There’s a videogame called Subway Surfer that all the kids are playing on their £500 iPads and Kindles. The premise of the adventure is that an errant Japanese teen on a hoverboard leaps between, and on, moving Tokyo trains collecting … big coins, by the look of it. I think it’s Angry Birds for 2013. Inspired, my youngest asked for a hoverboard “with lights on the front and two flames out the back”. He’s aware of my dislike of skateboards but obviously hasn’t grasped the family lineage. He seems determined to own a flying toy. Around the time of Hallowe’en last year, he bought a broomstick from the local party shop expecting instant fast-moving fun at altitude. He asked if I’d ever flown on a broomstick and I said that I had.

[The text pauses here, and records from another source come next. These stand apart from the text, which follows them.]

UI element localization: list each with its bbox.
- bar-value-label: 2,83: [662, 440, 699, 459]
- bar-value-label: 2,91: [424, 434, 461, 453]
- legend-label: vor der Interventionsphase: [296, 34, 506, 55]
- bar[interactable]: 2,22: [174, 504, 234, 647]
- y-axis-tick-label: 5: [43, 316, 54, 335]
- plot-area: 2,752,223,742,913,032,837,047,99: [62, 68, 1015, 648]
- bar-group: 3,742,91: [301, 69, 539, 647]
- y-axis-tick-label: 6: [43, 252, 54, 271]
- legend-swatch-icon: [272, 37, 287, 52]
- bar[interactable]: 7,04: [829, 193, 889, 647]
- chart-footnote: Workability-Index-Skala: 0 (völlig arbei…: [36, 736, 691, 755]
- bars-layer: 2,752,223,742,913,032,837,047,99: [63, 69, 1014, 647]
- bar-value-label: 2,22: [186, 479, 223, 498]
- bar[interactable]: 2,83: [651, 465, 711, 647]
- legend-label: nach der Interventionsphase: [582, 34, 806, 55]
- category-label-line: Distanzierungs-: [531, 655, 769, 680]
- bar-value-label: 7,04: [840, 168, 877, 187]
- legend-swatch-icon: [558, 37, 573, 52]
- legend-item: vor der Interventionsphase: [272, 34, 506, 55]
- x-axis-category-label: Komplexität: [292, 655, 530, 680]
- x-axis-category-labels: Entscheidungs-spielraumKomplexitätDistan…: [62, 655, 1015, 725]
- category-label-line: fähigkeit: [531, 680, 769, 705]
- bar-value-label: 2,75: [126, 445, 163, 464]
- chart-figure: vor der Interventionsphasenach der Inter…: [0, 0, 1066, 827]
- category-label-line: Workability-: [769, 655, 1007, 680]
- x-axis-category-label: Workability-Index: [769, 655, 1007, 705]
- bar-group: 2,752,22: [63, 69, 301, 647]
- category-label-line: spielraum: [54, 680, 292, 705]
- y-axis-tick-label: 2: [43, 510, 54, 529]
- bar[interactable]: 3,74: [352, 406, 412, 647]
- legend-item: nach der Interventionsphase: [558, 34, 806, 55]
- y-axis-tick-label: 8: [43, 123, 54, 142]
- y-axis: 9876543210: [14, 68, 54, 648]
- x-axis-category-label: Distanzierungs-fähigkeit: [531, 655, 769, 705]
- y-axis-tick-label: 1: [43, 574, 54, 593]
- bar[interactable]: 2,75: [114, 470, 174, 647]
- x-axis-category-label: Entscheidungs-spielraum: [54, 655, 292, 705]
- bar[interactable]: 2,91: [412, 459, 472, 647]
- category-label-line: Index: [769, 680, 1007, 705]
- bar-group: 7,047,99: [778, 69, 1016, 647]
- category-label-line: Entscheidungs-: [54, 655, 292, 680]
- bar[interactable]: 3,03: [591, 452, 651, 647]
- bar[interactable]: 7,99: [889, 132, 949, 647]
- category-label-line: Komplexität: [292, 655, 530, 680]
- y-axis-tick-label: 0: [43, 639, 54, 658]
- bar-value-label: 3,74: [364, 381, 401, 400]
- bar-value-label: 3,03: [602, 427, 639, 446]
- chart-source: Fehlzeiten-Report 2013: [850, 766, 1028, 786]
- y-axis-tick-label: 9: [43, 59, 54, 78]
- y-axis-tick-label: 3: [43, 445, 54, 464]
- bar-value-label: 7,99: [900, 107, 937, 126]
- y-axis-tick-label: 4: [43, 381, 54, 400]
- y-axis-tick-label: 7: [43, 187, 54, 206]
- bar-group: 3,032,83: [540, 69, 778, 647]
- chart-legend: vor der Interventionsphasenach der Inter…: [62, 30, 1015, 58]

“We used to have a broomstick in our house when I was young,” I told him, “and I’d climb on it, whack your Auntie Tracey round the back of the head, then I’d fly off round the living room while she jumped up at me, screaming.” “How did you make it fly?” he enquired. I said, “Just believe you’re going to fly and you will.” He spent the next half hour running down the hallway and leaping into the air at critical moments, but, alas, never got airborne. I said the batteries might be low. Later that evening, prior to bath time, I stopped Young Un in the nick of time from leaping off the top of the landing with a helium balloon tied to his waist. He was stark naked too, which, he explained, was to assist with the lift. I maybe shouldn’t have told him about the broomstick. I won’t do that again.

I maintain a resolute determination to get my kids interested in UK pleasures and not board sports. Football is played a fair amount, and we go to the odd match. Trees are climbed, largely unsuccessfully. Railways play a massive part in our existence, whether it’s through Brio train sets, visiting preserved lines or dashing around the National Railway Museum in York. And there are always model-aeroplane kits on the go. I suppose a defining step will be introducing the boys to The Fall, but let’s take it one step at a time. The only pleasure I derive from board sports is the ridiculous fact that surfers feel compelled to ride monstrous waves in South Africa, where 25-foot great-white sharks amass. You just think their brains must have become contaminated by sea water. It’s not the most pleasant way to go, being pulled ten feet down and losing your extremities in the confusion of a submerged frenzied attack, before being wagged to death by a killing machine the size of a helicopter. I like drinking red wine, but I wouldn’t crack open a bottle surrounded by spitting snakes at London Zoo.